Book of Common Prayer
Let us see what the Law itself has to say
21 Now tell me, you who want to be under the Law, have you heard what the Law says?
22-27 It is written that Abraham had two sons, one by the slave and the other by the free woman. The child of the slave was born in the ordinary course of nature, but the child of the free woman was born in accordance with God’s promise. This can be regarded as an allegory. Here are the two agreements represented by the two women: the one from Mount Sinai bearing children into slavery, typified by Hagar (Mount Sinai being in Arabia, the land of the descendants of Ishmael, Hagar’s son), and corresponding to present-day Jerusalem—for the Jews are still, spiritually speaking, “slaves”. But the free woman typifies the heavenly Jerusalem, which is the mother of us all, and is spiritually “free”. It is written: ‘Rejoice, O barren, you who do not bear! Break forth and shout, you who do not travail! For the desolate has many more children than she who has a husband.’

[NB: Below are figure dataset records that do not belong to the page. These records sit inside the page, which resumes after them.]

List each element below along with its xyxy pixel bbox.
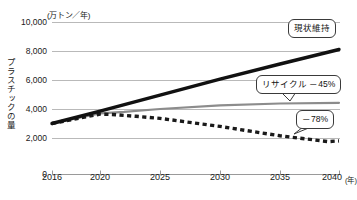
callout-recycle-45[interactable]: リサイクル －45% — [256, 75, 341, 94]
callout-status-quo[interactable]: 現状維持 — [288, 19, 336, 38]
callout-minus-78[interactable]: －78% — [296, 110, 334, 129]
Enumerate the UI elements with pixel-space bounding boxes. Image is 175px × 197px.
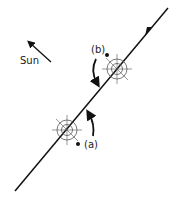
label-a: (a) — [84, 139, 98, 150]
diagram-canvas: Sun (b) (a) — [0, 0, 175, 197]
diagram-svg: Sun (b) (a) — [0, 0, 175, 197]
orbit-path-line — [15, 8, 168, 191]
rotation-b-curved-arrow-icon — [93, 59, 97, 83]
marker-b-dot — [105, 53, 109, 57]
rotation-a-curved-arrow-icon — [89, 114, 94, 136]
sun-label: Sun — [20, 55, 39, 66]
label-b: (b) — [91, 44, 105, 55]
marker-a-dot — [76, 142, 80, 146]
body-b-crosshair-icon — [102, 54, 132, 84]
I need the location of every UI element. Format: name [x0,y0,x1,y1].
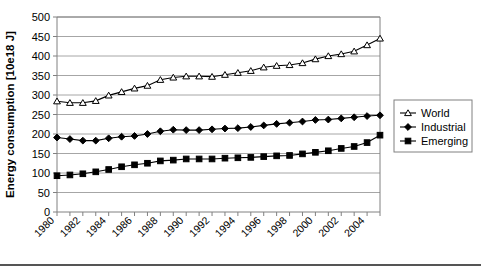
series-marker-industrial [273,120,280,127]
series-marker-industrial [234,125,241,132]
chart-canvas: 0501001502002503003504004505001980198219… [0,0,481,276]
series-marker-emerging [119,164,125,170]
legend-label-emerging: Emerging [421,135,468,147]
series-marker-emerging [170,157,176,163]
series-marker-emerging [261,154,267,160]
series-marker-emerging [54,173,60,179]
series-marker-industrial [54,134,61,141]
y-tick-label: 350 [32,70,50,82]
series-marker-industrial [377,112,384,119]
y-tick-label: 150 [32,148,50,160]
y-tick-label: 450 [32,31,50,43]
series-marker-emerging [145,160,151,166]
series-marker-world [54,98,61,104]
x-tick-label: 1992 [186,214,211,239]
page-bottom-rule [0,264,481,266]
x-tick-label: 1998 [264,214,289,239]
legend-label-industrial: Industrial [421,121,466,133]
x-tick-label: 2002 [316,214,341,239]
series-marker-world [92,98,99,104]
series-marker-emerging [93,169,99,175]
series-marker-emerging [235,155,241,161]
series-marker-emerging [313,150,319,156]
series-marker-emerging [158,158,164,164]
series-marker-emerging [67,172,73,178]
series-marker-industrial [79,137,86,144]
series-marker-industrial [286,119,293,126]
y-axis-title: Energy consumption [10e18 J] [4,31,16,198]
series-marker-industrial [105,135,112,142]
x-tick-label: 1982 [57,214,82,239]
series-marker-emerging [132,162,138,168]
x-tick-label: 1990 [161,214,186,239]
series-marker-industrial [299,118,306,125]
series-marker-industrial [196,127,203,134]
y-tick-label: 250 [32,109,50,121]
x-tick-label: 1994 [212,214,237,239]
y-tick-label: 400 [32,50,50,62]
series-marker-industrial [338,115,345,122]
y-tick-label: 300 [32,89,50,101]
series-marker-world [364,42,371,48]
series-marker-world [144,82,151,88]
series-line-world [57,38,380,102]
energy-consumption-line-chart: 0501001502002503003504004505001980198219… [0,0,481,276]
x-tick-label: 1996 [238,214,263,239]
series-marker-emerging [338,146,344,152]
series-marker-emerging [80,171,86,177]
y-tick-label: 500 [32,11,50,23]
series-marker-industrial [183,127,190,134]
series-marker-industrial [312,117,319,124]
x-tick-label: 1984 [83,214,108,239]
series-marker-industrial [144,131,151,138]
series-marker-industrial [364,113,371,120]
series-marker-emerging [222,155,228,161]
x-tick-label: 1988 [135,214,160,239]
y-tick-label: 50 [38,187,50,199]
series-marker-emerging [377,132,383,138]
series-marker-industrial [92,137,99,144]
series-marker-emerging [196,156,202,162]
series-marker-world [351,48,358,54]
y-tick-label: 100 [32,167,50,179]
legend-label-world: World [421,107,450,119]
series-marker-emerging [300,151,306,157]
series-marker-industrial [260,122,267,129]
x-tick-label: 2004 [341,214,366,239]
legend-marker-emerging [405,138,411,144]
series-marker-emerging [287,153,293,159]
series-marker-emerging [274,153,280,159]
series-marker-industrial [170,126,177,133]
series-marker-emerging [183,156,189,162]
y-tick-label: 200 [32,128,50,140]
x-tick-label: 2000 [290,214,315,239]
series-marker-emerging [326,148,332,154]
series-marker-emerging [364,140,370,146]
series-marker-emerging [106,167,112,173]
series-marker-industrial [209,126,216,133]
series-marker-emerging [351,144,357,150]
series-marker-industrial [247,124,254,131]
x-tick-label: 1986 [109,214,134,239]
series-marker-emerging [209,156,215,162]
series-marker-industrial [222,125,229,132]
x-tick-label: 1980 [31,214,56,239]
series-marker-emerging [248,155,254,161]
series-marker-industrial [325,116,332,123]
series-marker-industrial [67,136,74,143]
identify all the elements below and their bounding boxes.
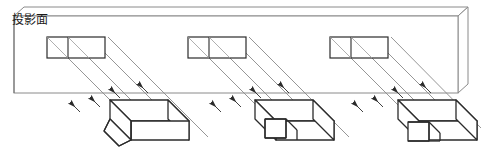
solid-2 <box>255 100 334 140</box>
projection-outlines <box>47 37 388 58</box>
projection-1 <box>47 37 105 58</box>
projection-plane-label: 投影面 <box>12 13 48 27</box>
projection-diagram: 投影面 <box>0 0 481 166</box>
plane-top-face <box>14 7 468 16</box>
projection-3 <box>330 37 388 58</box>
projection-2 <box>188 37 246 58</box>
plane-right-face <box>458 7 468 93</box>
solid-1 <box>104 100 189 146</box>
solid-3 <box>398 100 477 141</box>
diagram-canvas <box>0 0 481 166</box>
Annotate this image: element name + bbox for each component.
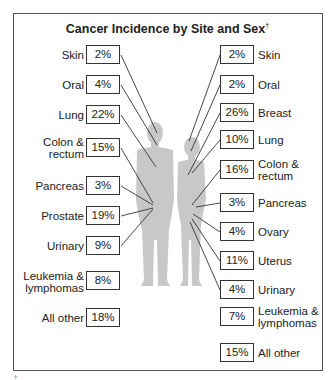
female-label-skin: Skin [258, 49, 280, 61]
female-label-leukemia-line1: Leukemia & [258, 305, 319, 317]
female-value-urinary: 4% [220, 280, 254, 299]
male-label-colon-line1: Colon & [43, 136, 84, 148]
male-value-colon: 15% [86, 138, 120, 157]
footnote-mark: † [14, 374, 17, 380]
male-value-lung: 22% [86, 105, 120, 124]
male-value-skin: 2% [86, 45, 120, 64]
female-value-lung: 10% [220, 130, 254, 149]
male-silhouette-icon [136, 122, 174, 286]
male-label-leukemia: Leukemia &lymphomas [23, 270, 84, 294]
male-label-leukemia-line1: Leukemia & [23, 270, 84, 282]
male-label-leukemia-line2: lymphomas [23, 282, 84, 294]
female-value-skin: 2% [220, 45, 254, 64]
male-value-prostate: 19% [86, 206, 120, 225]
female-label-pancreas: Pancreas [258, 197, 307, 209]
female-label-urinary: Urinary [258, 284, 295, 296]
male-value-all-other: 18% [86, 308, 120, 327]
male-value-pancreas: 3% [86, 176, 120, 195]
male-value-leukemia: 8% [86, 271, 120, 290]
male-value-urinary: 9% [86, 236, 120, 255]
male-label-urinary: Urinary [47, 240, 84, 252]
female-value-ovary: 4% [220, 222, 254, 241]
male-label-prostate: Prostate [41, 210, 84, 222]
male-value-oral: 4% [86, 75, 120, 94]
female-label-colon-line1: Colon & [258, 158, 299, 170]
female-label-ovary: Ovary [258, 226, 289, 238]
male-label-oral: Oral [62, 79, 84, 91]
male-label-colon: Colon &rectum [43, 136, 84, 160]
male-label-pancreas: Pancreas [35, 180, 84, 192]
female-label-leukemia-line2: lymphomas [258, 317, 319, 329]
female-value-all-other: 15% [220, 343, 254, 362]
female-label-lung: Lung [258, 134, 284, 146]
male-label-colon-line2: rectum [43, 148, 84, 160]
female-label-oral: Oral [258, 79, 280, 91]
female-value-uterus: 11% [220, 251, 254, 270]
male-label-skin: Skin [62, 49, 84, 61]
female-value-pancreas: 3% [220, 193, 254, 212]
female-value-breast: 26% [220, 103, 254, 122]
female-label-breast: Breast [258, 107, 291, 119]
female-value-colon: 16% [220, 160, 254, 179]
female-label-colon: Colon &rectum [258, 158, 299, 182]
male-label-lung: Lung [58, 109, 84, 121]
female-silhouette-icon [177, 137, 206, 286]
male-label-all-other: All other [42, 312, 84, 324]
female-label-leukemia: Leukemia &lymphomas [258, 305, 319, 329]
female-label-colon-line2: rectum [258, 170, 299, 182]
female-label-all-other: All other [258, 347, 300, 359]
female-value-oral: 2% [220, 75, 254, 94]
female-label-uterus: Uterus [258, 255, 292, 267]
female-value-leukemia: 7% [220, 307, 254, 326]
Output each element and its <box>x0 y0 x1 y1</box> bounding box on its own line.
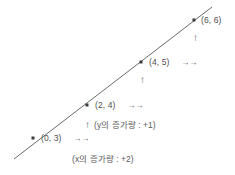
point-marker-0-3 <box>32 137 35 140</box>
right-arrow-icon-2-4: →→ <box>127 101 143 110</box>
point-marker-2-4 <box>86 104 89 107</box>
up-arrow-icon-2: ↑ <box>140 75 145 85</box>
linear-graph-figure: (0, 3) (2, 4) (4, 5) (6, 6) →→ →→ →→ ↑ ↑… <box>0 0 235 175</box>
right-arrow-icon-0-3: →→ <box>73 134 89 143</box>
y-increment-annotation: (y의 증가량 : +1) <box>94 121 156 130</box>
point-label-2-4: (2, 4) <box>95 101 115 110</box>
up-arrow-icon-1: ↑ <box>85 120 90 130</box>
point-label-6-6: (6, 6) <box>201 16 221 25</box>
point-label-0-3: (0, 3) <box>41 134 61 143</box>
right-arrow-icon-4-5: →→ <box>181 58 197 67</box>
point-marker-6-6 <box>193 19 196 22</box>
x-increment-annotation: (x의 증가량 : +2) <box>72 155 134 164</box>
point-marker-4-5 <box>140 61 143 64</box>
up-arrow-icon-3: ↑ <box>193 33 198 43</box>
point-label-4-5: (4, 5) <box>149 58 169 67</box>
graph-line-layer <box>0 0 235 175</box>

28-30 Now we, my brothers, are like Isaac, for we are children born “by promise”. But just as in those far-off days the natural son persecuted the “spiritual” son, so it is today. Yet what is the scriptural instruction? ‘Cast out the bondwoman and her son, for the son of the bondwoman shall not be heir with the son of the freewoman.’
31 So then, my brothers, we are not to look upon ourselves as the sons of the slave woman but of the free, not sons of slavery under the Law but sons of freedom under grace.
Jesus heals and feeds vast crowds of people
29-31 Jesus left there, walked along the shore of the lake of Galilee, then climbed the hill and sat down. And great crowds came to him, bringing with them people who were lame, crippled, blind, dumb and many others. They simply put them down at his feet and he healed them. The result was that the people were astonished at seeing dumb men speak, crippled men healed, lame men walking about and blind men having recovered their sight. And they praised the God of Israel.
32 But Jesus quietly called his disciples to him. “My heart goes out to this crowd,” he said. “They’ve stayed with me three days now and have no more food. I don’t want to send them home without anything or they will collapse on the way.”
33 “Where could we find enough food to feed such a crowd in this deserted spot?” said the disciples.
34 “How many loaves have you?” asked Jesus. “Seven, and a few small fish,” they replied.
35-39 Then Jesus told the crowd to sit down comfortably on the ground. And when he had taken the seven loaves and the fish into his hands, he broke them with a prayer of thanksgiving and gave them to the disciples to pass on to the people. Everybody ate and was satisfied, and they picked up seven baskets full of the pieces left over. Those who ate numbered four thousand men apart from women and children. Then Jesus sent the crowds home, boarded the boat and arrived at the district of Magadan.